Bitcoin Custody Expands as US Bancorp Relaunches Service

- US Bancorp reenters Bitcoin custody, marking Wall Street’s deeper move into crypto.
- Bitcoin ETFs fuel rising demand as custody shifts from niche role to core finance.
- Control of custody may determine which banks lead the next phase of digital assets.
US Bancorp has returned to the digital asset sector with the relaunch of its custody service. The move reflects a broader shift in how major financial institutions handle Bitcoin. A niche business once led by crypto-native firms is now becoming part of systemic financial infrastructure. Custody has become the entry point for Wall Street’s digital asset ambitions.
The Minneapolis-based bank, the fifth-largest in the United States, will focus initially on Bitcoin custody services for institutional investment funds and ETF issuers. The expansion to other tokens could be considered further down the road, pending risk and compliance reviews. The bank paused its earlier attempt in 2022 after the SEC sent guidance increasing capital costs.
Regulatory Shift Sparks Bitcoin Custody Revival
The rule obligated banks to record digital assets directly on their balance sheets. It made custody too capital-intensive and forced lenders to exit. Earlier this year, the rule was repealed under President Donald Trump’s administration. The rollback reopened the market and cleared the path for traditional lenders to rejoin the race.

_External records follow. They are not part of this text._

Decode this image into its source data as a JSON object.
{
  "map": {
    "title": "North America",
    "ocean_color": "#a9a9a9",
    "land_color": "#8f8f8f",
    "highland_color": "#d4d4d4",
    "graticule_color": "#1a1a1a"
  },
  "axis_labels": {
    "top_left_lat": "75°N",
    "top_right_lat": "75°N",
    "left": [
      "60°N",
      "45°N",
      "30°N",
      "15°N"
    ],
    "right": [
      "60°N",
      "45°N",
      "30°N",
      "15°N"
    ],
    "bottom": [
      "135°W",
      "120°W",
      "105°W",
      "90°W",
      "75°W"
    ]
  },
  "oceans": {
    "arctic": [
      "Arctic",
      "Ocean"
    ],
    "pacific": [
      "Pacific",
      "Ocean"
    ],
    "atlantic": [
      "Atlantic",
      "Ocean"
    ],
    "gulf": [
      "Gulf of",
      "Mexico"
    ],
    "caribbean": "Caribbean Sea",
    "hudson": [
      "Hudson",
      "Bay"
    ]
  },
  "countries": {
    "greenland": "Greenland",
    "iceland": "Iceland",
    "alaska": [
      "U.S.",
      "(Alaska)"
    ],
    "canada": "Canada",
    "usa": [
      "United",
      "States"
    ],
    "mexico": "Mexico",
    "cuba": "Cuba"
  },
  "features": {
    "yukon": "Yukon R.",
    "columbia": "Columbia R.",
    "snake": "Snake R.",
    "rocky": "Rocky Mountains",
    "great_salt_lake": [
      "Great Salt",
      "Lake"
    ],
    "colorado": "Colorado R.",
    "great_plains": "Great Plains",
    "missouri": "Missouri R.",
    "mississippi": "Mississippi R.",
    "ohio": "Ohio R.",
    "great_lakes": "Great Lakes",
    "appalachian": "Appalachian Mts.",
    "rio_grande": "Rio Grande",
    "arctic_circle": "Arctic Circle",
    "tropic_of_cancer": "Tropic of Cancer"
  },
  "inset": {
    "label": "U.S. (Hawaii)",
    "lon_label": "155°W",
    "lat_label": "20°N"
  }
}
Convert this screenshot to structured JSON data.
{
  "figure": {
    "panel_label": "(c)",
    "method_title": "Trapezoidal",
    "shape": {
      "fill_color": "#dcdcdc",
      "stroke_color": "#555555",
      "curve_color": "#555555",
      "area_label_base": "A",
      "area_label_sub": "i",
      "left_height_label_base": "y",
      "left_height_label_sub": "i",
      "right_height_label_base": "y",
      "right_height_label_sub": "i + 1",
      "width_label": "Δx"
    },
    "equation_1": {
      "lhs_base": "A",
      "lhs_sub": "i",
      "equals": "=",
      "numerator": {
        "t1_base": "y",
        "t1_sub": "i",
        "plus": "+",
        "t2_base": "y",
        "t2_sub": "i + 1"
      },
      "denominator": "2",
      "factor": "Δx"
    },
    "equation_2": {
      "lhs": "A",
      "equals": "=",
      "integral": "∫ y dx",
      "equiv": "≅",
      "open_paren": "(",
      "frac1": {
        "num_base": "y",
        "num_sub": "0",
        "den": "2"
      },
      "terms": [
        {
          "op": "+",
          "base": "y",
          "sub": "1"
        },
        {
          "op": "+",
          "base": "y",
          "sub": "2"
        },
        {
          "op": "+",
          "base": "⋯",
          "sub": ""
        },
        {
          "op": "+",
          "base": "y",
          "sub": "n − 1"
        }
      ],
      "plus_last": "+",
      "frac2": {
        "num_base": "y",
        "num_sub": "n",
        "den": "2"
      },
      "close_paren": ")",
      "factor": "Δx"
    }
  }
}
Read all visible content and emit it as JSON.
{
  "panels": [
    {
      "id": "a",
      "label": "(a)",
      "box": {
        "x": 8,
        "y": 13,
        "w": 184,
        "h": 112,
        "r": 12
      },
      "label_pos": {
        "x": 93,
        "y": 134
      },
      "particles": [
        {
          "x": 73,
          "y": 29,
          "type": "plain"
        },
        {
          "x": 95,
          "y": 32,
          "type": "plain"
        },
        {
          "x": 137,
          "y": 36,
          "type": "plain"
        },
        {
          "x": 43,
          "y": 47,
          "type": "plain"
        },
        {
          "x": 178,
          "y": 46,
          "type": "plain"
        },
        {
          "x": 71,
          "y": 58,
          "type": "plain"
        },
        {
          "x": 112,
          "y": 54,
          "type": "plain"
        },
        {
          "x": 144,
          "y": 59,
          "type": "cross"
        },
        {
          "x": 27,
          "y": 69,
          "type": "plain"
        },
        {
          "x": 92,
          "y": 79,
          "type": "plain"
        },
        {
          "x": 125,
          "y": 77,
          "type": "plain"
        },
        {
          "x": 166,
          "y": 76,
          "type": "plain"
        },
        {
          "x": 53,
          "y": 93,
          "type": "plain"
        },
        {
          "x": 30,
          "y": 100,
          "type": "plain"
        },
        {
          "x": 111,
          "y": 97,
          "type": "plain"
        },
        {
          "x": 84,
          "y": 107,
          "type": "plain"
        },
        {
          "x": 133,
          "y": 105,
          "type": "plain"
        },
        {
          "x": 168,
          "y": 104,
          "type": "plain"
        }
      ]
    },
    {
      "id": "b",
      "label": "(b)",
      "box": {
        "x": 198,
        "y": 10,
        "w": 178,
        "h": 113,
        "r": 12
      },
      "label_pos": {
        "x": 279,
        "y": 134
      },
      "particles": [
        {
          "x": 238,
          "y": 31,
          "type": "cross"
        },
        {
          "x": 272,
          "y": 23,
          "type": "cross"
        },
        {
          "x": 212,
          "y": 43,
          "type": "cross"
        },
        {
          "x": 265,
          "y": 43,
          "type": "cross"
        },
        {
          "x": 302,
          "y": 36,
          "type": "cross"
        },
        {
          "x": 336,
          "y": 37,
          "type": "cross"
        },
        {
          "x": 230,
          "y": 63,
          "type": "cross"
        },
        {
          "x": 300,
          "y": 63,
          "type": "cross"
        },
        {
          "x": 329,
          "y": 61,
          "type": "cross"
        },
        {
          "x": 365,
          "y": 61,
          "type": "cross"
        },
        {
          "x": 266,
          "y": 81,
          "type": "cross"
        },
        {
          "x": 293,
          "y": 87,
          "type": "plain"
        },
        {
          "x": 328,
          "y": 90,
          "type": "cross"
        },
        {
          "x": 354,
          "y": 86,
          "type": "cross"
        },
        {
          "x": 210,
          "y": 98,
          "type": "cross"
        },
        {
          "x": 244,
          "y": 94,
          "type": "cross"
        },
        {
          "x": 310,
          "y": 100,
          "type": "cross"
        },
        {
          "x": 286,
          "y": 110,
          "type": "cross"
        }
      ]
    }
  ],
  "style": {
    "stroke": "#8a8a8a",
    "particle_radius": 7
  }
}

Stephen Philipson, who leads US Bancorp’s institutional division, said the relaunch is a matter of execution. He explained that the bank had built the playbook during its first launch in 2021. Demand had grown since then, particularly as institutional products tied to Bitcoin expanded.
The launch of Bitcoin exchange-traded funds in 2024 has shifted the market. Several asset managers have launched spot Bitcoin ETFs, with BlackRock’s iShares Bitcoin Trust emerging as the biggest at over $80 billion. These funds require secure custodians to store their assets. The need for scale and reliability has pulled large banks back into the sector.
Coinbase has so far led the crypto ETF custody space, providing services to over 80% of issuers. But banks see an opportunity to take market share. Custody is a predictable service, grounded in balance sheet strength and compliance. Institutions view it as a natural extension of their existing role.
Bitcoin Custody Becomes Wall Street’s New Financial Backbone
BNY Mellon was the first U.S. bank to enter custody service in 2022. It offered storage for Bitcoin and Ethereum to selected clients. Citigroup is evaluating similar services. In July, Deutsche Bank announced plans to launch its own digital asset custody platform by 2026, in partnership with Austria’s Bitpanda. The market is consolidating quickly.
Bitcoin is no longer limited to crypto-native companies and exchanges. Custody determines who controls access to the asset class. Whoever dominates custody would shape the competitive order of the next phase of financial markets.
Custody platforms are a foundation for wealth management, institutional lending, and consumer payments. Banks see the service as an entry point to broader digital strategies. Once infrastructure is in place, additional services could be layered on top. Bitcoin is the wedge through which those services are being built.
Related: SEC, CFTC Unite to Allow Spot Crypto Trading on U.S. Platforms
US Bancorp’s reentry signals normalization, with custody shifting from speculation to a back-office function increasingly demanded by clients. This shift shows how far Bitcoin has traveled from its early outsider status. As institutions compete to secure billions in ETF assets, the story is less about price and more about infrastructure.
Custody may determine the balance of power in digital finance. The race between banks and crypto-native companies is picking up steam. For now, Bitcoin is still the test case. Custody is set to become a pillar of the financial system, and whoever controls it will determine the structure of Wall Street’s digital future.